SPA 5.0:
{@{!}Pg}
KIL
{CC.test}
{&req_6}
{?sched>=?WAIT5}
;
.test: { .F, .LT, .EQ, .LE, .GT, .NE, .GE, .NUM, Signed numeric tests
.NAN, .LTU, .EQU, .LEU, .GTU, .NEU, .GEU, .T, Signed or Unordered tests
.OFF, .LO, .SFF, .LS, .HI, .SFT, .HS, .OFT, Unsigned integer tests
.CSM_TA, .CSM_TR, .CSM_MX, .FCSM_TA, .FCSM_TR, .FCSM_MX, .RLE, .RGT } Clip State Machine tests
Kill the pixel shader program. If KIL condition is TRUE for thread, final color and Z output is suppressed.
Killed threads may continue execution on the processor to provide fully covered quads, even though their final pixel output will be ignored. This can be significant if killed threads perform conditional branches or memory operations that affect the performance or correctness of other non-killed threads.
Killed threads are prevented from executing ST instructions. Once a thread has been killed, it is no longer allowed to write global memory. However, the HW takes no action to rollback previous global stores (so a thread that is eventually killed could impact the final images before the KIL instruction is executed). Care should be taken by the compiler's optimizer when relocating KIL instructions
While threads that have been killed often have to continue running to participate in texture LOD calculations on a quad-thread basis, there is no other reason to keep them active (since they cannot otherwise change the outputs of a pixel shader). To take advantage of this fact, HW employs a zombie-optimization. This optimization watches for threads that have been killed but are still running (creatively named zombie-threads). If it notices an entire quad of threads in this state, it will move them into an exited state (to stop them running).
This optimization could save some lane power, and also might allow the warp to exit earlier or spend less time in divergent code paths that killed threads are trying to execute. This means that if the zombie optimization is enabled, the KIL instruction can trigger a stack-unwind. When used inside the trap handler, the zombie-optimization is disabled. Entire quads that are cleared will not be placed in the exit state until a KIL instruction in normal user code is executed.
Note: When some threads in a quad have executed KIL while all remaining threads in the quad have already finished through EXIT, the zombie optimization may still apply. This corner case affects virtually no real applications.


> _What to do_
Extract each line of the records below that contains the word "Middle".

[[ Dataset records open ]]

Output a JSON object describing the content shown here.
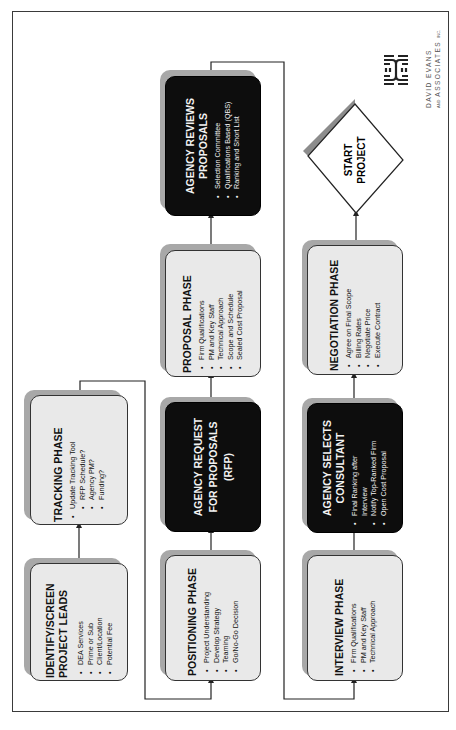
{
  "diagram": {
    "orientation": "rotated 90 degrees counter-clockwise",
    "company": {
      "name_line1": "DAVID EVANS",
      "name_line2": "ASSOCIATES",
      "name_prefix": "AND",
      "name_suffix": "INC."
    },
    "nodes": [
      {
        "id": "identify",
        "title": "IDENTIFY/SCREEN PROJECT LEADS",
        "title_lines": [
          "IDENTIFY/SCREEN",
          "PROJECT LEADS"
        ],
        "style": "light",
        "bullets": [
          "DEA Services",
          "Prime or Sub",
          "Client/Location",
          "Potential Fee"
        ]
      },
      {
        "id": "tracking",
        "title": "TRACKING PHASE",
        "style": "light",
        "bullets": [
          "Update Tracking Tool"
        ],
        "sub_bullets": [
          "RFP Schedule?",
          "Agency PM?",
          "Funding?"
        ]
      },
      {
        "id": "positioning",
        "title": "POSITIONING PHASE",
        "style": "light",
        "bullets": [
          "Project Understanding",
          "Develop Strategy",
          "Teaming",
          "Go/No-Go Decision"
        ]
      },
      {
        "id": "rfp",
        "title": "AGENCY REQUEST FOR PROPOSALS (RFP)",
        "title_lines": [
          "AGENCY REQUEST",
          "FOR PROPOSALS",
          "(RFP)"
        ],
        "style": "dark",
        "bullets": []
      },
      {
        "id": "proposal",
        "title": "PROPOSAL PHASE",
        "style": "light",
        "bullets": [
          "Firm Qualifications",
          "PM and Key Staff",
          "Technical Approach",
          "Scope and Schedule",
          "Sealed  Cost Proposal"
        ]
      },
      {
        "id": "reviews",
        "title": "AGENCY REVIEWS PROPOSALS",
        "title_lines": [
          "AGENCY REVIEWS",
          "PROPOSALS"
        ],
        "style": "dark",
        "bullets": [
          "Selection Committee",
          "Qualifications Based (QBS)",
          "Ranking and Short List"
        ]
      },
      {
        "id": "interview",
        "title": "INTERVIEW PHASE",
        "style": "light",
        "bullets": [
          "Firm Qualifications",
          "PM and Key Staff",
          "Technical Approach"
        ]
      },
      {
        "id": "selects",
        "title": "AGENCY SELECTS CONSULTANT",
        "title_lines": [
          "AGENCY SELECTS",
          "CONSULTANT"
        ],
        "style": "dark",
        "bullets": [
          "Final Ranking after Interview",
          "Notify Top-Ranked Firm",
          "Open Cost Proposal"
        ],
        "bullet_lines": [
          [
            "Final Ranking after",
            "Interview"
          ],
          [
            "Notify Top-Ranked Firm"
          ],
          [
            "Open Cost Proposal"
          ]
        ]
      },
      {
        "id": "negotiation",
        "title": "NEGOTIATION PHASE",
        "style": "light",
        "bullets": [
          "Agree on Final Scope",
          "Billing Rates",
          "Negotiate Price",
          "Execute Contract"
        ]
      },
      {
        "id": "start",
        "title": "START PROJECT",
        "title_lines": [
          "START",
          "PROJECT"
        ],
        "shape": "diamond"
      }
    ],
    "edges": [
      {
        "from": "identify",
        "to": "tracking"
      },
      {
        "from": "tracking",
        "to": "positioning"
      },
      {
        "from": "positioning",
        "to": "rfp"
      },
      {
        "from": "rfp",
        "to": "proposal"
      },
      {
        "from": "proposal",
        "to": "reviews"
      },
      {
        "from": "reviews",
        "to": "interview"
      },
      {
        "from": "interview",
        "to": "selects"
      },
      {
        "from": "selects",
        "to": "negotiation"
      },
      {
        "from": "negotiation",
        "to": "start"
      }
    ],
    "colors": {
      "light_box": "#e9e9e9",
      "dark_box": "#0d0d0d",
      "shadow": "#a8a8a8",
      "line": "#222222"
    }
  }
}
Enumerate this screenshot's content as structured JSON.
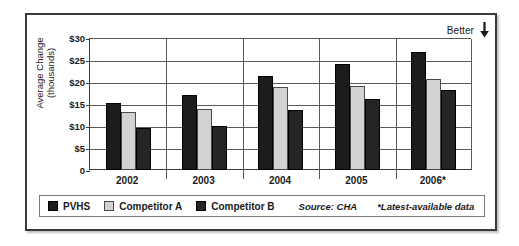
{
  "figure": {
    "annotation": {
      "label": "Better",
      "arrow_icon": "arrow-down-icon"
    },
    "source_note": "Source: CHA",
    "footnote": "*Latest-available data"
  },
  "chart_data": {
    "type": "bar",
    "title": "",
    "xlabel": "",
    "ylabel": "Average Change (thousands)",
    "ylabel_lines": [
      "Average Change",
      "(thousands)"
    ],
    "categories": [
      "2002",
      "2003",
      "2004",
      "2005",
      "2006*"
    ],
    "series": [
      {
        "name": "PVHS",
        "color": "#1c1c1c",
        "values": [
          15.3,
          17.1,
          21.4,
          24.1,
          26.8
        ]
      },
      {
        "name": "Competitor A",
        "color": "#d2d2d2",
        "values": [
          13.2,
          13.8,
          18.9,
          19.2,
          20.7
        ]
      },
      {
        "name": "Competitor B",
        "color": "#252525",
        "values": [
          9.6,
          10.0,
          13.7,
          16.2,
          18.1
        ]
      }
    ],
    "ylim": [
      0,
      30
    ],
    "ytick_values": [
      0,
      5,
      10,
      15,
      20,
      25,
      30
    ],
    "ytick_labels": [
      "0",
      "$5",
      "$10",
      "$15",
      "$20",
      "$25",
      "$30"
    ],
    "grid": true,
    "legend_position": "bottom"
  }
}
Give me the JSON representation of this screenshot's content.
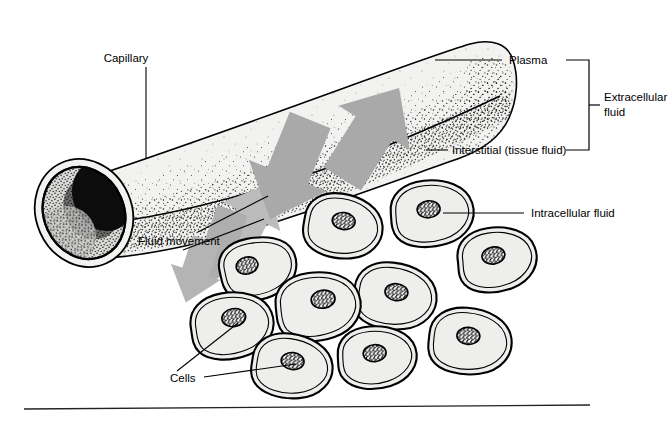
{
  "figure": {
    "background_color": "#ffffff",
    "width": 670,
    "height": 424
  },
  "labels": {
    "capillary": "Capillary",
    "plasma": "Plasma",
    "interstitial": "Interstitial (tissue fluid)",
    "extracellular_line1": "Extracellular",
    "extracellular_line2": "fluid",
    "intracellular": "Intracellular fluid",
    "fluid_movement": "Fluid movement",
    "cells": "Cells"
  },
  "caption": {
    "text": ""
  },
  "colors": {
    "outline": "#000000",
    "tube_fill": "#efefed",
    "tube_fill_light": "#f4f4f2",
    "lumen_dark": "#0a0a0a",
    "arrow_gray": "#a8a8a8",
    "arrow_gray_light": "#bdbdbd",
    "cell_fill": "#eeeeec",
    "nucleus_dark": "#141414",
    "stipple": "#1a1a1a",
    "rule": "#222222",
    "text": "#000000"
  },
  "elements": {
    "arrow_count_inward": 2,
    "arrow_count_outward": 3,
    "cell_count": 10
  },
  "cells": [
    {
      "id": "cell-1",
      "cx": 258,
      "cy": 268,
      "rx": 38,
      "ry": 30,
      "rot": -14,
      "nx": 248,
      "ny": 263
    },
    {
      "id": "cell-2",
      "cx": 343,
      "cy": 226,
      "rx": 39,
      "ry": 32,
      "rot": 8,
      "nx": 343,
      "ny": 221
    },
    {
      "id": "cell-3",
      "cx": 432,
      "cy": 213,
      "rx": 41,
      "ry": 33,
      "rot": -6,
      "nx": 429,
      "ny": 210
    },
    {
      "id": "cell-4",
      "cx": 395,
      "cy": 296,
      "rx": 41,
      "ry": 33,
      "rot": 6,
      "nx": 396,
      "ny": 292
    },
    {
      "id": "cell-5",
      "cx": 318,
      "cy": 306,
      "rx": 42,
      "ry": 34,
      "rot": -8,
      "nx": 324,
      "ny": 300
    },
    {
      "id": "cell-6",
      "cx": 232,
      "cy": 325,
      "rx": 41,
      "ry": 33,
      "rot": -10,
      "nx": 235,
      "ny": 318
    },
    {
      "id": "cell-7",
      "cx": 292,
      "cy": 366,
      "rx": 40,
      "ry": 32,
      "rot": 7,
      "nx": 292,
      "ny": 361
    },
    {
      "id": "cell-8",
      "cx": 377,
      "cy": 357,
      "rx": 39,
      "ry": 31,
      "rot": -5,
      "nx": 375,
      "ny": 353
    },
    {
      "id": "cell-9",
      "cx": 470,
      "cy": 341,
      "rx": 41,
      "ry": 33,
      "rot": 4,
      "nx": 468,
      "ny": 336
    },
    {
      "id": "cell-10",
      "cx": 497,
      "cy": 259,
      "rx": 39,
      "ry": 32,
      "rot": -9,
      "nx": 494,
      "ny": 255
    }
  ]
}
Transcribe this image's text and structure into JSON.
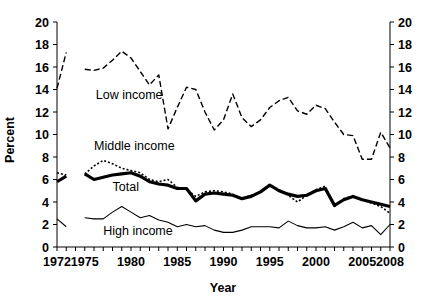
{
  "chart_data": {
    "type": "line",
    "title": "",
    "xlabel": "Year",
    "ylabel": "Percent",
    "xlim": [
      1972,
      2008
    ],
    "ylim": [
      0,
      20
    ],
    "ytick_step": 2,
    "xtick_labels": [
      "1972",
      "1975",
      "1980",
      "1985",
      "1990",
      "1995",
      "2000",
      "2005",
      "2008"
    ],
    "xtick_values": [
      1972,
      1975,
      1980,
      1985,
      1990,
      1995,
      2000,
      2005,
      2008
    ],
    "ytick_labels": [
      "0",
      "2",
      "4",
      "6",
      "8",
      "10",
      "12",
      "14",
      "16",
      "18",
      "20"
    ],
    "ytick_values": [
      0,
      2,
      4,
      6,
      8,
      10,
      12,
      14,
      16,
      18,
      20
    ],
    "grid": false,
    "legend_position": "inline-annotations",
    "dual_y_axis": true,
    "right_axis_mirrors_left": true,
    "annotations": [
      {
        "text": "Low income",
        "x": 1976.2,
        "y": 13.2
      },
      {
        "text": "Middle income",
        "x": 1976.0,
        "y": 8.6
      },
      {
        "text": "Total",
        "x": 1978.0,
        "y": 5.0
      },
      {
        "text": "High income",
        "x": 1977.0,
        "y": 1.1
      }
    ],
    "series": [
      {
        "name": "Low income",
        "style": "dashed",
        "stroke_width": 1.4,
        "dash_pattern": "6,3",
        "x": [
          1972,
          1973,
          1975,
          1976,
          1977,
          1978,
          1979,
          1980,
          1981,
          1982,
          1983,
          1984,
          1985,
          1986,
          1987,
          1988,
          1989,
          1990,
          1991,
          1992,
          1993,
          1994,
          1995,
          1996,
          1997,
          1998,
          1999,
          2000,
          2001,
          2002,
          2003,
          2004,
          2005,
          2006,
          2007,
          2008
        ],
        "values": [
          14.1,
          17.3,
          15.8,
          15.7,
          15.9,
          16.6,
          17.4,
          16.8,
          15.6,
          14.4,
          15.3,
          10.5,
          12.4,
          14.2,
          14.0,
          12.0,
          10.4,
          11.3,
          13.6,
          11.5,
          10.7,
          11.3,
          12.4,
          13.0,
          13.3,
          12.1,
          11.8,
          12.6,
          12.3,
          11.1,
          10.0,
          9.9,
          7.8,
          7.8,
          10.2,
          8.8
        ]
      },
      {
        "name": "Middle income",
        "style": "dotted",
        "stroke_width": 1.6,
        "dash_pattern": "2,2",
        "x": [
          1972,
          1973,
          1975,
          1976,
          1977,
          1978,
          1979,
          1980,
          1981,
          1982,
          1983,
          1984,
          1985,
          1986,
          1987,
          1988,
          1989,
          1990,
          1991,
          1992,
          1993,
          1994,
          1995,
          1996,
          1997,
          1998,
          1999,
          2000,
          2001,
          2002,
          2003,
          2004,
          2005,
          2006,
          2007,
          2008
        ],
        "values": [
          6.6,
          6.4,
          6.5,
          7.2,
          7.7,
          7.4,
          7.0,
          6.8,
          6.6,
          6.0,
          5.8,
          6.0,
          5.3,
          5.1,
          4.5,
          4.9,
          5.0,
          4.9,
          4.7,
          4.3,
          4.6,
          4.9,
          5.5,
          5.1,
          4.6,
          4.0,
          4.6,
          5.1,
          5.4,
          3.6,
          4.3,
          4.5,
          4.2,
          3.9,
          3.6,
          3.0
        ]
      },
      {
        "name": "Total",
        "style": "solid-bold",
        "stroke_width": 3.2,
        "dash_pattern": "",
        "x": [
          1972,
          1973,
          1975,
          1976,
          1977,
          1978,
          1979,
          1980,
          1981,
          1982,
          1983,
          1984,
          1985,
          1986,
          1987,
          1988,
          1989,
          1990,
          1991,
          1992,
          1993,
          1994,
          1995,
          1996,
          1997,
          1998,
          1999,
          2000,
          2001,
          2002,
          2003,
          2004,
          2005,
          2006,
          2007,
          2008
        ],
        "values": [
          5.8,
          6.3,
          6.5,
          6.0,
          6.2,
          6.4,
          6.5,
          6.6,
          6.3,
          5.8,
          5.6,
          5.5,
          5.2,
          5.2,
          4.1,
          4.7,
          4.8,
          4.7,
          4.6,
          4.3,
          4.5,
          4.9,
          5.5,
          5.0,
          4.7,
          4.5,
          4.6,
          5.0,
          5.2,
          3.7,
          4.2,
          4.5,
          4.2,
          4.0,
          3.8,
          3.6
        ]
      },
      {
        "name": "High income",
        "style": "solid-thin",
        "stroke_width": 1.1,
        "dash_pattern": "",
        "x": [
          1972,
          1973,
          1975,
          1976,
          1977,
          1978,
          1979,
          1980,
          1981,
          1982,
          1983,
          1984,
          1985,
          1986,
          1987,
          1988,
          1989,
          1990,
          1991,
          1992,
          1993,
          1994,
          1995,
          1996,
          1997,
          1998,
          1999,
          2000,
          2001,
          2002,
          2003,
          2004,
          2005,
          2006,
          2007,
          2008
        ],
        "values": [
          2.5,
          1.8,
          2.6,
          2.5,
          2.5,
          3.1,
          3.6,
          3.1,
          2.6,
          2.8,
          2.4,
          2.2,
          1.8,
          2.0,
          1.8,
          1.9,
          1.5,
          1.3,
          1.3,
          1.5,
          1.8,
          1.8,
          1.8,
          1.7,
          2.3,
          1.9,
          1.7,
          1.7,
          1.8,
          1.5,
          1.8,
          2.2,
          1.7,
          1.9,
          1.1,
          2.0
        ]
      }
    ],
    "notes": {
      "series_break": "A gap in the plotted lines occurs between 1973 and 1975 (no 1974 data)."
    }
  }
}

[[ Dataset records closed ]]

> _Solution to this problem_
        "text": "Middle income",
        "name": "Middle income",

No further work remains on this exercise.